Applications of randomness

For example, applications in cryptography usually have strict requirements, whereas other uses (such as generating a "quote of the day") can use a looser standard of pseudorandomness.

Many randomizing devices such as dice, shuffling playing cards, and roulette wheels, seem to have been developed for use in games of chance.

Electronic gambling equipment cannot use these and so theoretical problems are less easy to avoid; methods of creating them are sometimes regulated by governmental gaming commissions.

It has been alleged that some gaming machines' software is deliberately biased to prevent true randomness, in the interests of maximizing their owners' revenue; the history of biased machines in the gambling industry is the reason government inspectors attempt to supervise the machines—electronic equipment has extended the range of supervision.

Fifth century BC Athenian democracy developed out of a notion of isonomia (equality of political rights), and random selection was a principal way of achieving this fairness.

Although it may seem strange to those used to modern liberal democracy, the Athenian Greeks considered elections to be essentially undemocratic.

In addition, allotment prevented the corrupt practice of buying votes as no one could know who would be selected as a magistrate, or to sit on a jury.

Allotment, also called sortition, is today used in the selection of jurors in Anglo-Saxon legal systems like the UK and United States.

These applications are useful in auditing (for determining samples - such as invoices) and experimental design (for example in the creation of double-blind trials).

For example, an experiment might collect X-rays from an astronomical source and then analyze the result for periodic signals.

Pseudo-random numbers are frequently used in simulation of statistical events, a very simple example being the outcome of tossing a coin.

A ubiquitous use of unpredictable random numbers is in cryptography, which underlies most of the schemes which attempt to provide security in modern communications (e.g., confidentiality, authentication, electronic commerce, etc.).

To illustrate, imagine if a simple 32 bit linear congruential pseudo-random number generator of the type supplied with most programming languages (e.g., as the 'rand' or 'rnd' function) is used as a source of keys.

Even if a better random number generator is used, it might be insecure (e.g., the seed might be guessable), producing predictable keys and reducing security to nil.

Truly random numbers are absolutely required to be assured of the theoretical security provided by the one-time pad — the only provably unbreakable encryption algorithm.

Often people mistake order for randomness based on lack of information; e.g., Jackson Pollock's drip paintings, Helen Frankenthaler's abstractions (e.g., "For E.M.").

At one point in the novel, Diderot speaks directly to the reader: Now I, as the author of this novel might have them set upon by thieves, or I might have them rest by a tree until the rain stops, but in fact they kept on walking and then near night-fall they could see the light of an inn in the distance.

Other examples include selecting, or generating, a "Random Quote of the Day" for a website, or determining which way a villain might move in a computer game.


[Work required]
Working from the entries below, tally each line that holds "latent". Give the tally and nothing else.

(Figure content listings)

★ ★ ★

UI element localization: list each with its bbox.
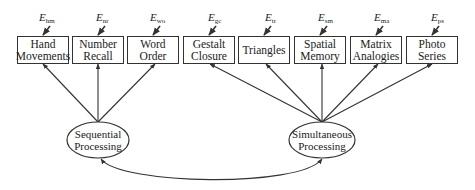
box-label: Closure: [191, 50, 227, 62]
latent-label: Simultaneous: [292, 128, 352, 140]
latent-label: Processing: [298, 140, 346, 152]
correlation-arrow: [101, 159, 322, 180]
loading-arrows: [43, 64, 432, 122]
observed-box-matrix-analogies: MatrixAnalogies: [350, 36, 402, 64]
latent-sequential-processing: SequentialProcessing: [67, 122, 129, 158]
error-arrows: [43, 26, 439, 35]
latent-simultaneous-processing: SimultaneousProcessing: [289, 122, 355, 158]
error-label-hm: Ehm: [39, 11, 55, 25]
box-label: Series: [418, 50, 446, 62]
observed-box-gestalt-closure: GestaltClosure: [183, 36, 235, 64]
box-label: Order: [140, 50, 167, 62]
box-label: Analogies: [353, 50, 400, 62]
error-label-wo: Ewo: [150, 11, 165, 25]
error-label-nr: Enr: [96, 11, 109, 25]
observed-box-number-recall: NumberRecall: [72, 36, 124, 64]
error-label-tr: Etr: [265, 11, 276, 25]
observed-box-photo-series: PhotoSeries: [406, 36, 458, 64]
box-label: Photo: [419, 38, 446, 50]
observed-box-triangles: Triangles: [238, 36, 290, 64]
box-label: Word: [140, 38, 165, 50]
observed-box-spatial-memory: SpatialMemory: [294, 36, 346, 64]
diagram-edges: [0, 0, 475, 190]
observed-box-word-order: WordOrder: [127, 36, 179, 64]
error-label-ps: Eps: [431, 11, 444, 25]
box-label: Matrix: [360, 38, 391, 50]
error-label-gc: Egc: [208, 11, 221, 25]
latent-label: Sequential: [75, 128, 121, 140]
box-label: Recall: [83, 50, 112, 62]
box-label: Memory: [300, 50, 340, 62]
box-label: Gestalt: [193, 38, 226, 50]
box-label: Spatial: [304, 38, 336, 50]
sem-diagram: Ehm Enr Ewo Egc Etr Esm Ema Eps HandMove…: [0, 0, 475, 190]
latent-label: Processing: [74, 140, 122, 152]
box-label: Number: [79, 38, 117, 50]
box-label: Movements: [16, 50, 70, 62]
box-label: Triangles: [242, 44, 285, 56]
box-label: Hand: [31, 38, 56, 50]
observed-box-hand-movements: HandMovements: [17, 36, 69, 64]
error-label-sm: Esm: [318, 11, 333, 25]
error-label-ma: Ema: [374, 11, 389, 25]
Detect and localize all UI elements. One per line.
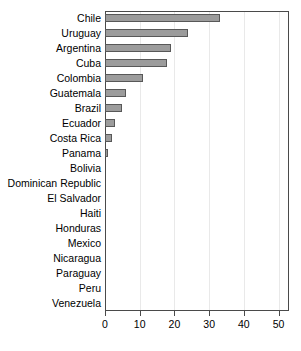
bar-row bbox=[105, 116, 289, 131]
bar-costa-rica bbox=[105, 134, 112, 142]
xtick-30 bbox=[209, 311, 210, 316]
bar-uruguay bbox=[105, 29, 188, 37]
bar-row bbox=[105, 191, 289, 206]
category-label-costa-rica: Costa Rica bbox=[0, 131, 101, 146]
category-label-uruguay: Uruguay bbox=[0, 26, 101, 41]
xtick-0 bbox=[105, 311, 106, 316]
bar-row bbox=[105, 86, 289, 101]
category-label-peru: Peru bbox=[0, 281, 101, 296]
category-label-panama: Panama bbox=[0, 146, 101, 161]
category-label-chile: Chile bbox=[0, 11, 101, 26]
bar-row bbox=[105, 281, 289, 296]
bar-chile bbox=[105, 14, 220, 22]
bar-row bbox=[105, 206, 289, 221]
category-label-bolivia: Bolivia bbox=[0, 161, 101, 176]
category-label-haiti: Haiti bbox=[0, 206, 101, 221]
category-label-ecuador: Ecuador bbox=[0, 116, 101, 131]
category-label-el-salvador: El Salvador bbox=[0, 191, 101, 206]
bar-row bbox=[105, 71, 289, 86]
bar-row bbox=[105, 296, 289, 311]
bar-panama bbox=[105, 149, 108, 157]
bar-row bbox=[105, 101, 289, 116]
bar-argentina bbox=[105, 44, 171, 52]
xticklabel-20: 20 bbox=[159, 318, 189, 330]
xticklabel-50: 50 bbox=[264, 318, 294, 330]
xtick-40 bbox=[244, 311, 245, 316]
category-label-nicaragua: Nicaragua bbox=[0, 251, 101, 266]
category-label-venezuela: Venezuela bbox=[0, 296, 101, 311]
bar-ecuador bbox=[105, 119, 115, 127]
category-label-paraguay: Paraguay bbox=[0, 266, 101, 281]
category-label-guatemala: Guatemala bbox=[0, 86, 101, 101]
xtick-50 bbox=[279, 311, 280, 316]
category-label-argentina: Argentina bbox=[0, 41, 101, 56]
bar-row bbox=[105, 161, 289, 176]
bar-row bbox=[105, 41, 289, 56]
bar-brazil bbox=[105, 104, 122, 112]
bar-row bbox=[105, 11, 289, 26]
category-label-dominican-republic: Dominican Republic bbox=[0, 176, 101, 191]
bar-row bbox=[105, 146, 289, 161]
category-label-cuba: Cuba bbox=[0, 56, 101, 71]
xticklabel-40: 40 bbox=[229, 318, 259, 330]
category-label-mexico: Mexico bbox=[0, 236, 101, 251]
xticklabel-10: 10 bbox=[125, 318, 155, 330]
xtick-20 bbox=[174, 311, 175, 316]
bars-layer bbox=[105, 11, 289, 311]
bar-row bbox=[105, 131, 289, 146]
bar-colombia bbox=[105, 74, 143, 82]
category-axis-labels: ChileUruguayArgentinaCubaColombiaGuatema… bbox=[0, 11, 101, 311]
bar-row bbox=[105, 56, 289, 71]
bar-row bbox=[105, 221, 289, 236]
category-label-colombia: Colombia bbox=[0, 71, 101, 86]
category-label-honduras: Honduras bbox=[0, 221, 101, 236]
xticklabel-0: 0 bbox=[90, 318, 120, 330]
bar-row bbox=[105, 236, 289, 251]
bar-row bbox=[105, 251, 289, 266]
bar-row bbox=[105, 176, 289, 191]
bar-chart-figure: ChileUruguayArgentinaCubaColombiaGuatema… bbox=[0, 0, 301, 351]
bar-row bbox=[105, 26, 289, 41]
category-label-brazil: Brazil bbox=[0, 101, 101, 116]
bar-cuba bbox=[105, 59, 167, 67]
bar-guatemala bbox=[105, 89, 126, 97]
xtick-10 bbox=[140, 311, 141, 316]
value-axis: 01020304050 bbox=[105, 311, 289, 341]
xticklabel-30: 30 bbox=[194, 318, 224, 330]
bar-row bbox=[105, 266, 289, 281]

★ ★ ★

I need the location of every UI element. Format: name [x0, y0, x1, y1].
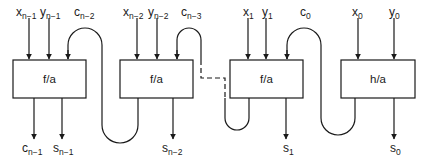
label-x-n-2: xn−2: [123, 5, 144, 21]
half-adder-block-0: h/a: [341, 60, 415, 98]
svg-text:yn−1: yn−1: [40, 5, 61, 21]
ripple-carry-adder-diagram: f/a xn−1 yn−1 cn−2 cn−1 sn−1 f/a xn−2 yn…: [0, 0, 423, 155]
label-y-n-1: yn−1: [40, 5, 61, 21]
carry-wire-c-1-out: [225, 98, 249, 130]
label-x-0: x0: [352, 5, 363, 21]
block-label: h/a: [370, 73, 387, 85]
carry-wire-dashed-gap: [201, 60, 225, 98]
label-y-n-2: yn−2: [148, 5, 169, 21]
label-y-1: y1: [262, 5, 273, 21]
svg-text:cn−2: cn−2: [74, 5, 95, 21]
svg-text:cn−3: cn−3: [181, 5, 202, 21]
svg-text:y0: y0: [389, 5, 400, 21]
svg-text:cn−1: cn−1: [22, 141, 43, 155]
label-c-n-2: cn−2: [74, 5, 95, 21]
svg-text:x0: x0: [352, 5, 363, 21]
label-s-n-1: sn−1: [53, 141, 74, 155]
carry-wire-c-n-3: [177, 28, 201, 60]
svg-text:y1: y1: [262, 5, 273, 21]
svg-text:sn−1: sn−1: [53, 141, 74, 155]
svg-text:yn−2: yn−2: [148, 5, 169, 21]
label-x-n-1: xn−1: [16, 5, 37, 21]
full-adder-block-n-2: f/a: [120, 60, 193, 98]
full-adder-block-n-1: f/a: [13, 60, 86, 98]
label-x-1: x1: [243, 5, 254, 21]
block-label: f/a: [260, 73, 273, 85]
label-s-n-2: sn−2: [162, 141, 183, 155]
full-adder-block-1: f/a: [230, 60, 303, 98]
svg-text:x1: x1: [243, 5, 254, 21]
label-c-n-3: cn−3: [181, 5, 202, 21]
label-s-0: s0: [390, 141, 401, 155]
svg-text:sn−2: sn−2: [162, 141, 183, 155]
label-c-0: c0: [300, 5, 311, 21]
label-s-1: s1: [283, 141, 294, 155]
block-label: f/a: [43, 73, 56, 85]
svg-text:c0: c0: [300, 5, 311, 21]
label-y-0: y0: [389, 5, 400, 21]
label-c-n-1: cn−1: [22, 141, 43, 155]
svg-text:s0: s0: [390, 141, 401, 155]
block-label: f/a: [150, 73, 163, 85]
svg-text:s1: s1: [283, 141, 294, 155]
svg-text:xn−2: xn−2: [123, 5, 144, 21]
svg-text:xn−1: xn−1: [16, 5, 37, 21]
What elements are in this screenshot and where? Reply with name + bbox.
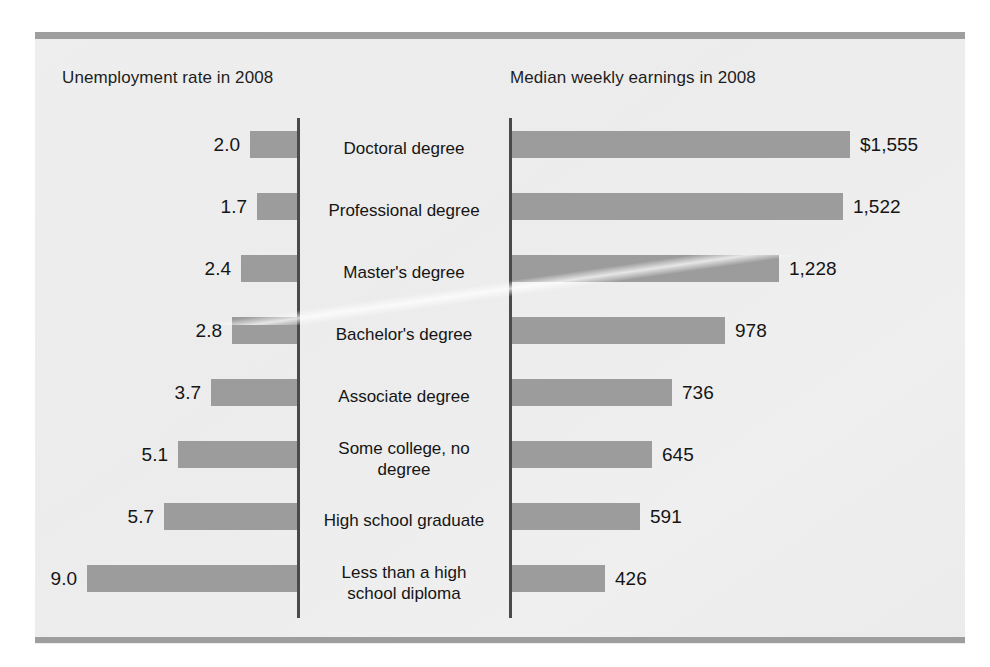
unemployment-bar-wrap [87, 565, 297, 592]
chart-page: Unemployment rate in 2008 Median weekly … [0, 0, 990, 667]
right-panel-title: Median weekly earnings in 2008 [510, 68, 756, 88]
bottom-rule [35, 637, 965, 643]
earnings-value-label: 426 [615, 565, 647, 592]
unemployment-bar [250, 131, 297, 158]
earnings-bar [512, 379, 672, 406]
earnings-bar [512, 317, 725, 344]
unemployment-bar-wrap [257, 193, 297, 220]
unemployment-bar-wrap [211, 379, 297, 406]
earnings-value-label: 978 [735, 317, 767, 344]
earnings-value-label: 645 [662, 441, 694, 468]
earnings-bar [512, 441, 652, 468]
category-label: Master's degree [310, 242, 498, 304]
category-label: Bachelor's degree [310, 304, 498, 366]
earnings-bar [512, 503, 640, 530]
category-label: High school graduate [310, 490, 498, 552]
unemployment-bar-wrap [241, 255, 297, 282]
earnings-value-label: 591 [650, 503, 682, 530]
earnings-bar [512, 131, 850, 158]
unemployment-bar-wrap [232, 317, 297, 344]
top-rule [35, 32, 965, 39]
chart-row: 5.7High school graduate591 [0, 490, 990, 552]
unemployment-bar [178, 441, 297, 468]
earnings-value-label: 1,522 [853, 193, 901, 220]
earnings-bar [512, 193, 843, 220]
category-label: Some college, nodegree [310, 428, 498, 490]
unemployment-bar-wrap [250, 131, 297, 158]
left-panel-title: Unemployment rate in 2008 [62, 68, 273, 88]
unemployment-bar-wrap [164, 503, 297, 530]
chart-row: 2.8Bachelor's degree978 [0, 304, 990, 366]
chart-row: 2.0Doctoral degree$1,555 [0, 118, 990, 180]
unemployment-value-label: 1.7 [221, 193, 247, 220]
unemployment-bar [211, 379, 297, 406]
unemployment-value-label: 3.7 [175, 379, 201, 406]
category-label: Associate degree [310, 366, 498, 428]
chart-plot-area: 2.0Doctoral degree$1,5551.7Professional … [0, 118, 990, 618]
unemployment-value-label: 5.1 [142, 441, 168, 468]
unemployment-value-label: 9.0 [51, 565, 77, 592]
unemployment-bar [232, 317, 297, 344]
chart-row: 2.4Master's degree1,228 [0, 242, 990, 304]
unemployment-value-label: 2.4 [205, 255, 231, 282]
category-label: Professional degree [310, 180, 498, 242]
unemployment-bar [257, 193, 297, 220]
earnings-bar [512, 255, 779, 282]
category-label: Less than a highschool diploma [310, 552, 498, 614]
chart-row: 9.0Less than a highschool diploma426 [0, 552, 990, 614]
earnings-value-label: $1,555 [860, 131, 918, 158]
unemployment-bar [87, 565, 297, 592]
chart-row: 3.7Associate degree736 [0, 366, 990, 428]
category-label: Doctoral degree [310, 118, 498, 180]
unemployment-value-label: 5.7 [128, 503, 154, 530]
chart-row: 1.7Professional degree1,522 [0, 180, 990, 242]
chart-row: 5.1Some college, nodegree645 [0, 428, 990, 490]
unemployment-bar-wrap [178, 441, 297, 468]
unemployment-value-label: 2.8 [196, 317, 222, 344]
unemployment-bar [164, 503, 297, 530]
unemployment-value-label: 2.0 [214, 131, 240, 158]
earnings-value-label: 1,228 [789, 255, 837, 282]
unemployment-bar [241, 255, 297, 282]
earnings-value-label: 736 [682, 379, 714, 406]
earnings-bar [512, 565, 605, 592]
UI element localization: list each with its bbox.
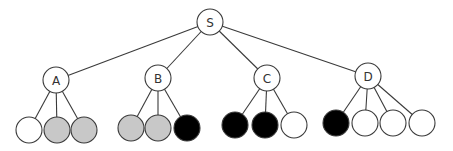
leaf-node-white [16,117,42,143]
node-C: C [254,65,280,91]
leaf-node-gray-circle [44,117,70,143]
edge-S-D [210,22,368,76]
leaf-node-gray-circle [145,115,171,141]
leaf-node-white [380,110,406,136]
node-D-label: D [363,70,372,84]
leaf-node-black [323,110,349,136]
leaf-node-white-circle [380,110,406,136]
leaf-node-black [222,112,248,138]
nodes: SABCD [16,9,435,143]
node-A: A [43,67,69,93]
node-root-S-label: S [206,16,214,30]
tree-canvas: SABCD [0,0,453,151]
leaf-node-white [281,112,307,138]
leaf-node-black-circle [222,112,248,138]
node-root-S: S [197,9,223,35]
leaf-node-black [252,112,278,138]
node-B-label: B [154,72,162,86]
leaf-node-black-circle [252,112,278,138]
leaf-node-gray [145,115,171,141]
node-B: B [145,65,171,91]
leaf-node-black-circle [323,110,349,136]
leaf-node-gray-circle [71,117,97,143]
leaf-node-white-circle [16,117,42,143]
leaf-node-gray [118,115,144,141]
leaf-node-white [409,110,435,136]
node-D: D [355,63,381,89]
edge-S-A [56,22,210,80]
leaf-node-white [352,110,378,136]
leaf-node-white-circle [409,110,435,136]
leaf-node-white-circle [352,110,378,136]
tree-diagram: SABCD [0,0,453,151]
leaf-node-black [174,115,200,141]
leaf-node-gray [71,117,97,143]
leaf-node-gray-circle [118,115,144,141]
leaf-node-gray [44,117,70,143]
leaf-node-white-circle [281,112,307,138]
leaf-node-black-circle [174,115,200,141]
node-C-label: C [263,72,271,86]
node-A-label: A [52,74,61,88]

★ ★ ★

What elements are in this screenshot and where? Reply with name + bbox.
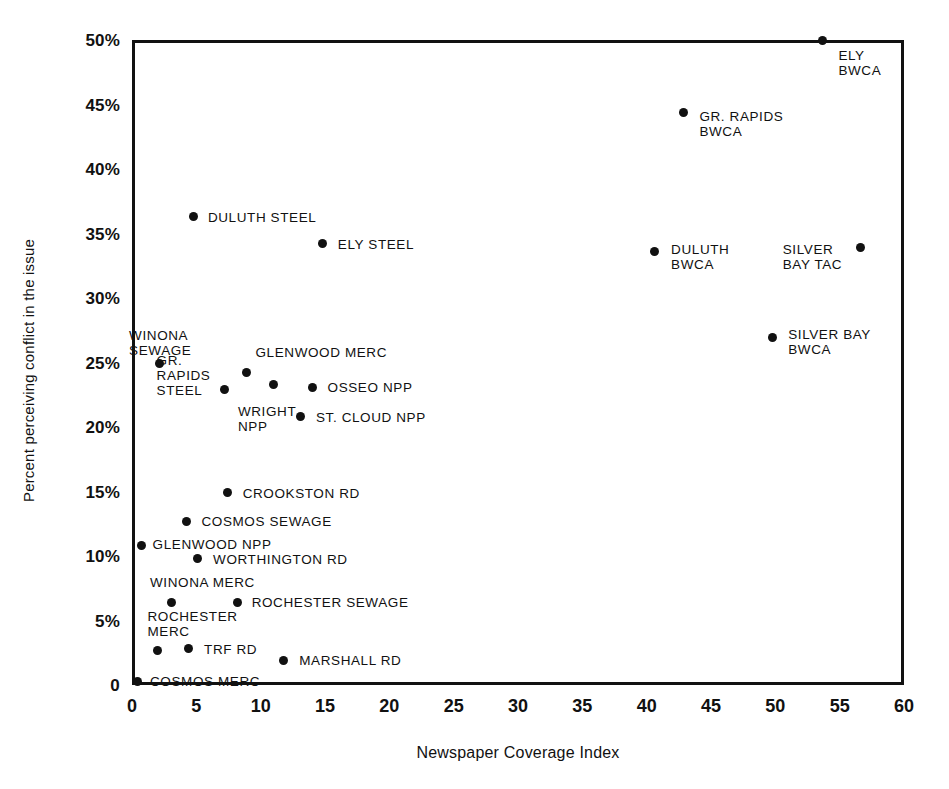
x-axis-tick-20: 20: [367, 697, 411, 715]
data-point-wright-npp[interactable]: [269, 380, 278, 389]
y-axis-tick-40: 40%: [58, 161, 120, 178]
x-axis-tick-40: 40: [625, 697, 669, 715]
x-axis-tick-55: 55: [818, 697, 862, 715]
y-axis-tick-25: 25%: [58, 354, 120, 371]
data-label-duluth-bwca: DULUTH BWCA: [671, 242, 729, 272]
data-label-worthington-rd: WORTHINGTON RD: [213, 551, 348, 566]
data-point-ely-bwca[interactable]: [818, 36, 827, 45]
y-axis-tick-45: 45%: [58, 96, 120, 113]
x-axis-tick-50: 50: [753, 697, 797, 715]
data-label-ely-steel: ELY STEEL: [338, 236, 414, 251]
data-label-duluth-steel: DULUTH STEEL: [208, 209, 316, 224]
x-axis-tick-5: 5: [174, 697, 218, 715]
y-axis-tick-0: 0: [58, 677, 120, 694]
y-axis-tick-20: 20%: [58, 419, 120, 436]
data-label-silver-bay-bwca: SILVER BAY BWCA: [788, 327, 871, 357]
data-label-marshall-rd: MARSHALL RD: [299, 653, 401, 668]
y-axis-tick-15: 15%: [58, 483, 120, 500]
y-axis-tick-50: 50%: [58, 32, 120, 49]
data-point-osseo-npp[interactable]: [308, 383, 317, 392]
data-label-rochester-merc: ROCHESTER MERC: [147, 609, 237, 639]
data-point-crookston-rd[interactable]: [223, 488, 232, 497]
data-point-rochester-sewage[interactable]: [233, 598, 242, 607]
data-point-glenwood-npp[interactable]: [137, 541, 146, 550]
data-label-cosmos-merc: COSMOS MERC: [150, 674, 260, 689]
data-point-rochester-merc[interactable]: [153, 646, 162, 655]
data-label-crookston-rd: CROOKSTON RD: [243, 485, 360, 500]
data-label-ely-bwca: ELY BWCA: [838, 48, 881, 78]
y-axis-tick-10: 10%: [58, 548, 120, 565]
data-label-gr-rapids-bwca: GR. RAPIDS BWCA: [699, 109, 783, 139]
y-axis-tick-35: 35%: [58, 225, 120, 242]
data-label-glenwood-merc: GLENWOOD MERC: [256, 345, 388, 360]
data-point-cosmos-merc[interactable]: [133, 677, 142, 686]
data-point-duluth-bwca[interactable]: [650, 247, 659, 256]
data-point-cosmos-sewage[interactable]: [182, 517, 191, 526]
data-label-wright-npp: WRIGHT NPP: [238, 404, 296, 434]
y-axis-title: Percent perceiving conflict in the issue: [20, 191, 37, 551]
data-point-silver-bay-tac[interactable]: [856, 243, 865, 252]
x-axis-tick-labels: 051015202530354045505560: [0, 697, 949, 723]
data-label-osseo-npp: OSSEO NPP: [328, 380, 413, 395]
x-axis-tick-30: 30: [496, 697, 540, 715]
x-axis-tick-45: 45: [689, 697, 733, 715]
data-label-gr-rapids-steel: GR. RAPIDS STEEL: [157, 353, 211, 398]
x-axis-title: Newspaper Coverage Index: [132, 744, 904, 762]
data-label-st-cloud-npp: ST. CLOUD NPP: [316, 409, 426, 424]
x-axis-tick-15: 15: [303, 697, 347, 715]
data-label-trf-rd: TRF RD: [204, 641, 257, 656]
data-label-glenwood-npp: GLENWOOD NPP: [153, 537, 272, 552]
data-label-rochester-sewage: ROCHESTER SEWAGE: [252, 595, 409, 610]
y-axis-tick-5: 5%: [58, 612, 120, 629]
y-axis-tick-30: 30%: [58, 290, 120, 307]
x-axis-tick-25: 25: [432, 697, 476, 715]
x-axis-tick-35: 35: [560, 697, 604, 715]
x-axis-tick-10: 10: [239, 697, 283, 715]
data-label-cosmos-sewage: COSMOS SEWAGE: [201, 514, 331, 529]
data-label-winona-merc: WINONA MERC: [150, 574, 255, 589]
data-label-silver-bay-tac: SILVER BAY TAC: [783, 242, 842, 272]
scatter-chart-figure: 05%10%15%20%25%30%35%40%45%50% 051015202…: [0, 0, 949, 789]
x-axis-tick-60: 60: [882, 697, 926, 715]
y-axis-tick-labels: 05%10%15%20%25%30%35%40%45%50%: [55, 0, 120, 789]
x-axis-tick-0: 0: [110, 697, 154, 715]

★ ★ ★

[Solution to the problem]
6